PenPenWrites

parenting blog, memoir notes, family punchlines & more

© Penelope Lemov and Parenting Grown Children, 2025. Unauthorized use and/or duplication of this material without express and written permission from this site’s author and/or owner is strictly prohibited. Excerpts and links may be used, provided that full and clear credit is given.

© Penelope Lemov and Parenting Grown Children, 2025. Unauthorized use and/or duplication of this material without express and written permission from this site’s author and/or owner is strictly prohibited. Excerpts and links may be used, provided that full and clear credit is given.

In the French movie, Summer Hours, three forty-something siblings grow apart over how to dispose of a beloved summer home and the valuable items inside it. When their mother died, she left no specific instructions–just the hope that the place would be kept going for the next generation. I'm not giving the ending away to say that the mother's wishes go unfulfilled and that the relationship among the siblings deteriorates.

King Lear also fumbled his estate planning. He let his children know  who would get what–but not in quite the best way.

Movies and literature are filled with sad tales that surround the making or not making of plans for worldly goods. Estate planning runs amok or doesn't take place at all. While some of us have been orderly about the process–made out wills, told our children where accounts can be found. We may have skipped one important step: talking with our children about the disposal and dispersal of the lesser items.

Not that I've taken this advice myself, but I'm reminded of the need to make such arrangements–to ask my grown children who wants the piano and who would enjoy the Phyllis Plattner watercolor that hangs in the living room? Would anyone like my collection of wood, porcelain and tin cats? And what of the other things in our house–items paterfamilias and I might not prize but that may carry great sentimental value for one of them. I should gather our grown children together and do a walk-through. It needn't be gruesome. It doesn't mean we're about to leave this world. It's just a chance to put a plan in place that everybody is happy with–and avoid a post-mortem blow-up. Of course, we wouldn't be there to see the latter, but still….

In a Washington Post article, Adolf Gundersen wrote about his experience in doing just such planning with his 80-year-old parents and his siblings. The evening–his wife dubbed it a "pre-mortem"–of putting on paper what would happen when his parents were gone "combined the gravitas of a memorial service with the easy sharing of a holiday dinner. And the best part of it was that my parents were there to enjoy being the center of attention." The author and his four brothers decided what would happen to a cabin in the woods that they all loved but didn't want to manage.The get-together also touched on discussions about financial and health care planning that his parents admitted they were "weary of dealing with on their own."

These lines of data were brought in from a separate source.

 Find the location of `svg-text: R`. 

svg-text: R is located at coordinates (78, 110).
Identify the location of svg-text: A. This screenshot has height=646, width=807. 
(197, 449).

Gundersen writes about some of the reasons why he, his brothers and parents waited so long to have this conversation. "Getting us kids actively and directly involved in so many facets of their lives would mean a huge role reversal….For a long time neither of them had seemed psychologically ready for such a gathering."

Depending on where we are in our life cycle, we don't necessarily have to invite our children into a full "pre-mortem" discussion. (One friend admits that her mother has a dispersal discussion with him and with each of his brothers whenever they visit. Her agenda: to find a home for her clown collection–something none of the children admire or desire.) But it wouldn't be a role-reversal for us to invite our grown children over to tell us which of our possessions they'd like to have once we no longer need them. Not that I need them to assure me that someone will keep my cat collection together.